Tuesday, March 16, 2010

When a second lost can cost $2.5M in lost revenues!

Doing some research for a recent presentation I discovered an interesting whitepaper from Gomez, the web performance division of Compuware.

My talk was on eliminating performance starved applications, at least from a storage perspective with examples of how high performance storage such as the Atrato Velocity Series (Delivers 5333 IOPS/RU) can eliminate storage IO bottlenecks.

While the main thrust of my discussion focused on the storage challenges of the virtualized environment (subject of another blog) I found the challenges of customer facing WEB applications facinating and the financial penalties associated with relying on sub-par storage solutions, unable to deliver an aggressive IO performance, facinating. Here are some factoids I came across in the Gomez paper.

1. The average online shopper expects web pages to load in 2 seconds or less, down from 4 seconds in 2006
2. After a refresh delay of 3 seconds up to 40% of potential shoppers will abandon the site.
3. The Aberdeen Research group found that the industry average for availability was 97.8%. Not bad? Not good!! Consider what a 2% lack of availability really means. It means 8 lost days per year for a $100,000 a day ecommerce site which translates to a loss of $800,000 per year.
4. The Aberdeen group also discovered that a 1 second delay in page refresh meant a 7% reduction in conversions. Again for a $100,000 per day ecommerce site this translates to $2.5M in lost revenues per year.
5. Microsoft’s Bing found that a 2 second slowdown reduced customer satisfaction by 3.8% and a 4.3% loss in revenue per visitor.

Are these good enough reasons to look for a high performance solution that can deliver the high velocity data needed to speed up your customer facing WEB applications?

I suggest yes, but because a vendor can offer you SSD do not automatically think he is offering you a solution. Look at how this performance tier is being managed and beware that the solution is indeed problem solving and not problem inducing.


> Task brief: From the line containing "You are a GUI" down to the line containing "The width and" in the records below, reproduce every line exactly, ends included, and omit all others.

> Records shown:
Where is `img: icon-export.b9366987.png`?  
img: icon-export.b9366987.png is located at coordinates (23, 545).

--

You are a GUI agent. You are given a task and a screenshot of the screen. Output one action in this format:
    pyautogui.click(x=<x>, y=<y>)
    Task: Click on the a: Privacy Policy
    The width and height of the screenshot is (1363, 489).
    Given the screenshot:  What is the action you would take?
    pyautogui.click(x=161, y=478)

> Output for this task:
You are a GUI agent. You are given a task and a screenshot of the screen. Output one action in this format:
    pyautogui.click(x=<x>, y=<y>)
    Task: Click on the a: Privacy Policy
    The width and height of the screenshot is (1363, 489).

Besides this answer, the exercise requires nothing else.